Babylonian Talmud Shabbat 44a

By :  Marcus Mordecai Schwartz Ripps Schnitzer Librarian for Special Collections; Assistant Professor, Talmud and Rabbinics Posted On Jun 27, 2009 / 5769 | Talmud: Tze U-lemad

Rabbi Meir says, “One may move any [oil] lamp, except one that has been lit on Shabbat.” Rabbi Shimon says, “Only one that is burning on Shabbat. Once it goes out, one may move it.”

ר”ם אומר כל הנרות מטלטלין חוץ מן הנר שהדליקו בו בשבת ר’ שמעון אומר חוץ מן הנר הדולק בשבת כבתה מותר לטלטלה

One of my first memories of Shabbat is a vision of the beauty of the Shabbat candles. Accompanying this memory is the first Shabbat restriction that I recall learning: “We don’t touch the Shabbat candles or move them.” As I noted in an earlier piece, for our Sages, the Shabbat lights are a way of ensuringshalom bayit—household harmony. One cannot eat, rejoice, or spend meaningful time with family in pitch darkness, but a lighted candle (or oil lamp, in an earlier time) is also an object of anxiety for our Sages. The temptation to move the lamp from place to place can be great: I might want light in my bedroom, as well as my kitchen. The problem here is that the light may go out from the jostling it receives as I retreat down the hall, lamp in hand. Recall that extinguishing is a forbidden labor.

Rabbi Shimon’s position looks eminently reasonable. Once the light goes out, then, and only then, may one remove the empty lamp. Rabbi Meir agrees with this position, but moves to outlaw another kind of lamp. If one knows that a lamp has been lit on Shabbat, either by a non-Jew or a Shabbat violator, the lamp must remain in its spot until Shabbat concludes. This is unlike the lamp lit at the onset of Shabbat that may be moved once the fuel has burned up, to make room for other items. At first the requirement to leave the Shabbat violator’s lamp untouched, even after the fuel is consumed, seems punitive. However, Rabbi Meir’s decree has its own logic: the lamp was withdrawn from our Shabbat existence by forbidden labor, so we withdraw from it—drawing our own boundaries in space for the sake of preserving sacred time.

Questions:

  1. How does Rabbi Meir’s rule protect the sanctity of Shabbat?
  2. Why do you think Rabbi Shimon does not go as far as Rabbi Meir in prohibiting the Shabbat violator’s lamp?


PROBLEM DETAILS: Search the listing for the word "text". Copy every line where it is found.

ENTRIES PROVIDED:
=== Begin Enclosure ===

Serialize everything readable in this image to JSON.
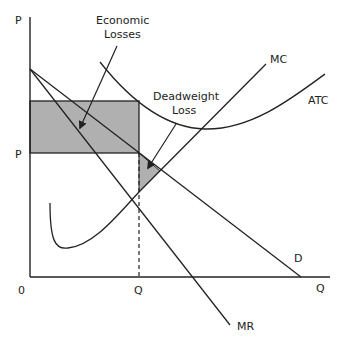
{
  "diagram": {
    "axes": {
      "y_label": "P",
      "x_label": "Q",
      "origin_label": "0",
      "price_tick": "P",
      "quantity_tick": "Q"
    },
    "curves": {
      "mc": "MC",
      "atc": "ATC",
      "demand": "D",
      "mr": "MR"
    },
    "annotations": {
      "economic_losses_line1": "Economic",
      "economic_losses_line2": "Losses",
      "deadweight_line1": "Deadweight",
      "deadweight_line2": "Loss"
    },
    "colors": {
      "line": "#222222",
      "shade": "#b0b0b0"
    }
  }
}
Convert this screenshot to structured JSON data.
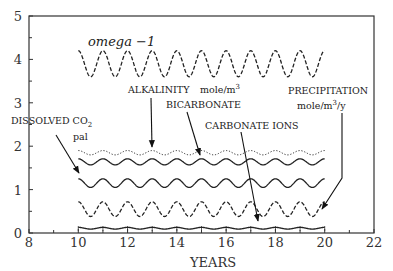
{
  "chart_data": {
    "type": "line",
    "title": "",
    "xlabel": "YEARS",
    "ylabel": "",
    "xlim": [
      8,
      22
    ],
    "ylim": [
      0,
      5
    ],
    "grid": false,
    "x_ticks": [
      "8",
      "10",
      "12",
      "14",
      "16",
      "18",
      "20",
      "22"
    ],
    "y_ticks": [
      "0",
      "1",
      "2",
      "3",
      "4",
      "5"
    ],
    "x_range_of_series": [
      10,
      20
    ],
    "period_years": 1,
    "series": [
      {
        "name": "omega -1",
        "style": "dashed",
        "mean": 3.9,
        "amplitude": 0.3,
        "start": 4.0
      },
      {
        "name": "ALKALINITY mole/m3",
        "style": "dotted",
        "mean": 1.85,
        "amplitude": 0.05,
        "start": 1.93
      },
      {
        "name": "BICARBONATE",
        "style": "solid",
        "mean": 1.64,
        "amplitude": 0.07,
        "start": 1.68
      },
      {
        "name": "DISSOLVED CO2 pal",
        "style": "solid",
        "mean": 1.15,
        "amplitude": 0.1,
        "start": 1.27
      },
      {
        "name": "CARBONATE IONS",
        "style": "dashed",
        "mean": 0.55,
        "amplitude": 0.17,
        "start": 0.58
      },
      {
        "name": "PRECIPITATION mole/m3/y",
        "style": "solid",
        "mean": 0.11,
        "amplitude": 0.02,
        "start": 0.1
      }
    ],
    "annotations": [
      {
        "text": "omega -1"
      },
      {
        "text": "DISSOLVED CO2"
      },
      {
        "text": "pal"
      },
      {
        "text": "ALKALINITY"
      },
      {
        "text": "mole/m3"
      },
      {
        "text": "BICARBONATE"
      },
      {
        "text": "CARBONATE IONS"
      },
      {
        "text": "PRECIPITATION"
      },
      {
        "text": "mole/m3/y"
      }
    ]
  },
  "labels": {
    "omega": "omega −1",
    "dissolved": "DISSOLVED CO",
    "dissolved_sub": "2",
    "pal": "pal",
    "alkalinity": "ALKALINITY",
    "alk_unit": "mole/m",
    "alk_unit_sup": "3",
    "bicarbonate": "BICARBONATE",
    "carbonate": "CARBONATE IONS",
    "precip": "PRECIPITATION",
    "precip_unit_a": "mole/m",
    "precip_unit_sup": "3",
    "precip_unit_b": "/y",
    "xlabel": "YEARS"
  }
}
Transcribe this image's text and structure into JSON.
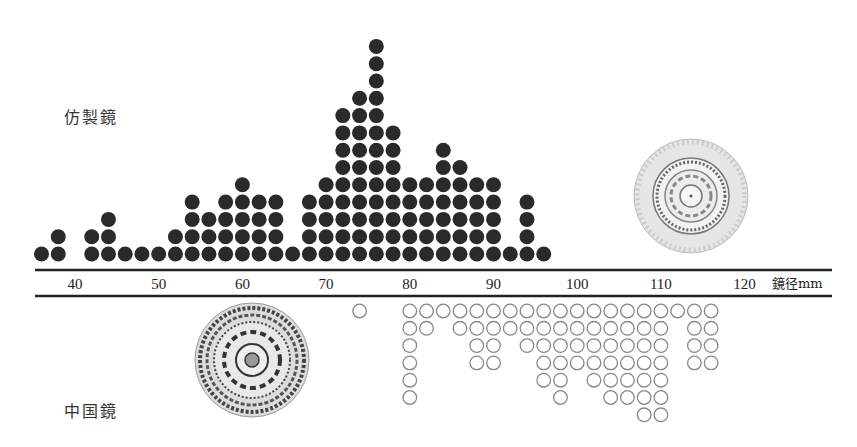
{
  "chart_data": {
    "type": "scatter",
    "subtype": "dot-histogram",
    "title": "",
    "xlabel": "鏡径mm",
    "x_ticks": [
      40,
      50,
      60,
      70,
      80,
      90,
      100,
      110,
      120
    ],
    "xlim": [
      35,
      125
    ],
    "bin_width_mm": 2,
    "series": [
      {
        "name": "仿製鏡",
        "marker": "filled",
        "direction": "up",
        "color": "#2a2a2a",
        "bins": [
          {
            "x": 36,
            "count": 1
          },
          {
            "x": 38,
            "count": 2
          },
          {
            "x": 42,
            "count": 2
          },
          {
            "x": 44,
            "count": 3
          },
          {
            "x": 46,
            "count": 1
          },
          {
            "x": 48,
            "count": 1
          },
          {
            "x": 50,
            "count": 1
          },
          {
            "x": 52,
            "count": 2
          },
          {
            "x": 54,
            "count": 4
          },
          {
            "x": 56,
            "count": 3
          },
          {
            "x": 58,
            "count": 4
          },
          {
            "x": 60,
            "count": 5
          },
          {
            "x": 62,
            "count": 4
          },
          {
            "x": 64,
            "count": 4
          },
          {
            "x": 66,
            "count": 1
          },
          {
            "x": 68,
            "count": 4
          },
          {
            "x": 70,
            "count": 5
          },
          {
            "x": 72,
            "count": 9
          },
          {
            "x": 74,
            "count": 10
          },
          {
            "x": 76,
            "count": 13
          },
          {
            "x": 78,
            "count": 8
          },
          {
            "x": 80,
            "count": 5
          },
          {
            "x": 82,
            "count": 5
          },
          {
            "x": 84,
            "count": 7
          },
          {
            "x": 86,
            "count": 6
          },
          {
            "x": 88,
            "count": 5
          },
          {
            "x": 90,
            "count": 5
          },
          {
            "x": 92,
            "count": 1
          },
          {
            "x": 94,
            "count": 4
          },
          {
            "x": 96,
            "count": 1
          }
        ]
      },
      {
        "name": "中国鏡",
        "marker": "hollow",
        "direction": "down",
        "color": "#888888",
        "bins": [
          {
            "x": 74,
            "count": 1
          },
          {
            "x": 80,
            "count": 6
          },
          {
            "x": 82,
            "count": 2
          },
          {
            "x": 84,
            "count": 1
          },
          {
            "x": 86,
            "count": 2
          },
          {
            "x": 88,
            "count": 4
          },
          {
            "x": 90,
            "count": 4
          },
          {
            "x": 92,
            "count": 2
          },
          {
            "x": 94,
            "count": 3
          },
          {
            "x": 96,
            "count": 5
          },
          {
            "x": 98,
            "count": 6
          },
          {
            "x": 100,
            "count": 4
          },
          {
            "x": 102,
            "count": 5
          },
          {
            "x": 104,
            "count": 6
          },
          {
            "x": 106,
            "count": 6
          },
          {
            "x": 108,
            "count": 7
          },
          {
            "x": 110,
            "count": 7
          },
          {
            "x": 112,
            "count": 1
          },
          {
            "x": 114,
            "count": 4
          },
          {
            "x": 116,
            "count": 4
          }
        ]
      }
    ],
    "annotations": [
      {
        "text": "仿製鏡",
        "type": "series-label",
        "placement": "upper-left"
      },
      {
        "text": "中国鏡",
        "type": "series-label",
        "placement": "lower-left"
      },
      {
        "type": "mirror-image",
        "depicts": "仿製鏡 rubbing",
        "placement": "upper-right"
      },
      {
        "type": "mirror-image",
        "depicts": "中国鏡 rubbing",
        "placement": "lower-left"
      }
    ]
  }
}
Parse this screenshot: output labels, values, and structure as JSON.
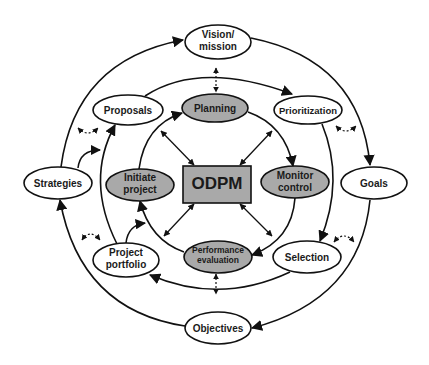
{
  "diagram": {
    "center": {
      "label": "ODPM",
      "fill": "#a9a9a9"
    },
    "colors": {
      "stroke": "#111111",
      "gray_node": "#a9a9a9",
      "white_node": "#ffffff"
    },
    "outer_ring": [
      {
        "id": "vision",
        "lines": [
          "Vision/",
          "mission"
        ]
      },
      {
        "id": "goals",
        "lines": [
          "Goals"
        ]
      },
      {
        "id": "objectives",
        "lines": [
          "Objectives"
        ]
      },
      {
        "id": "strategies",
        "lines": [
          "Strategies"
        ]
      }
    ],
    "middle_ring": [
      {
        "id": "prioritization",
        "lines": [
          "Prioritization"
        ]
      },
      {
        "id": "selection",
        "lines": [
          "Selection"
        ]
      },
      {
        "id": "portfolio",
        "lines": [
          "Project",
          "portfolio"
        ]
      },
      {
        "id": "proposals",
        "lines": [
          "Proposals"
        ]
      }
    ],
    "inner_ring": [
      {
        "id": "planning",
        "lines": [
          "Planning"
        ]
      },
      {
        "id": "monitor",
        "lines": [
          "Monitor",
          "control"
        ]
      },
      {
        "id": "performance",
        "lines": [
          "Performance",
          "evaluation"
        ]
      },
      {
        "id": "initiate",
        "lines": [
          "Initiate",
          "project"
        ]
      }
    ]
  }
}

=== End Enclosure ===

OUTPUT:
        "text": "omega -1"
        "text": "DISSOLVED CO2"
        "text": "pal"
        "text": "ALKALINITY"
        "text": "mole/m3"
        "text": "BICARBONATE"
        "text": "CARBONATE IONS"
        "text": "PRECIPITATION"
        "text": "mole/m3/y"
Transcribe this image's text and structure into JSON.
        "text": "仿製鏡",
        "text": "中国鏡",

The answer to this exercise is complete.